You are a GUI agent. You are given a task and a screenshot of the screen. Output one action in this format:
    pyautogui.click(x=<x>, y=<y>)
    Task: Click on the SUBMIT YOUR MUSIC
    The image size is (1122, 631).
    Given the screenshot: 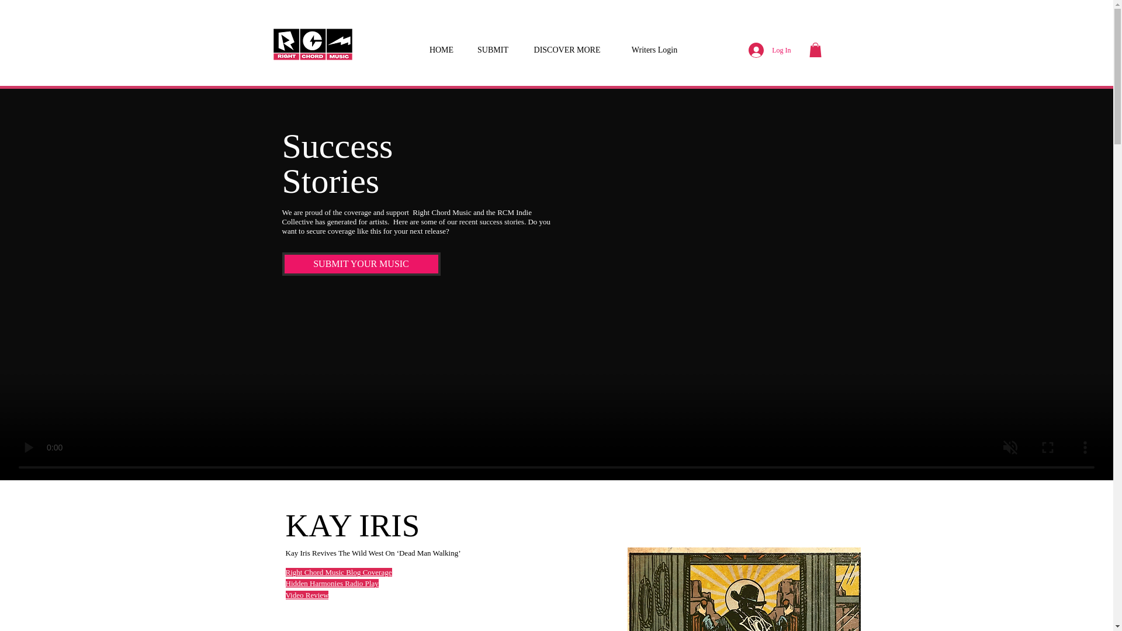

——————————

§ **Task**:
Once the pictures are dropped, please print every remaining line of the material verbatim.

§ **Response to this task**:
You are a GUI agent. You are given a task and a screenshot of the screen. Output one action in this format:
    pyautogui.click(x=<x>, y=<y>)
    Task: Click on the SUBMIT YOUR MUSIC
    The image size is (1122, 631).
    Given the screenshot: 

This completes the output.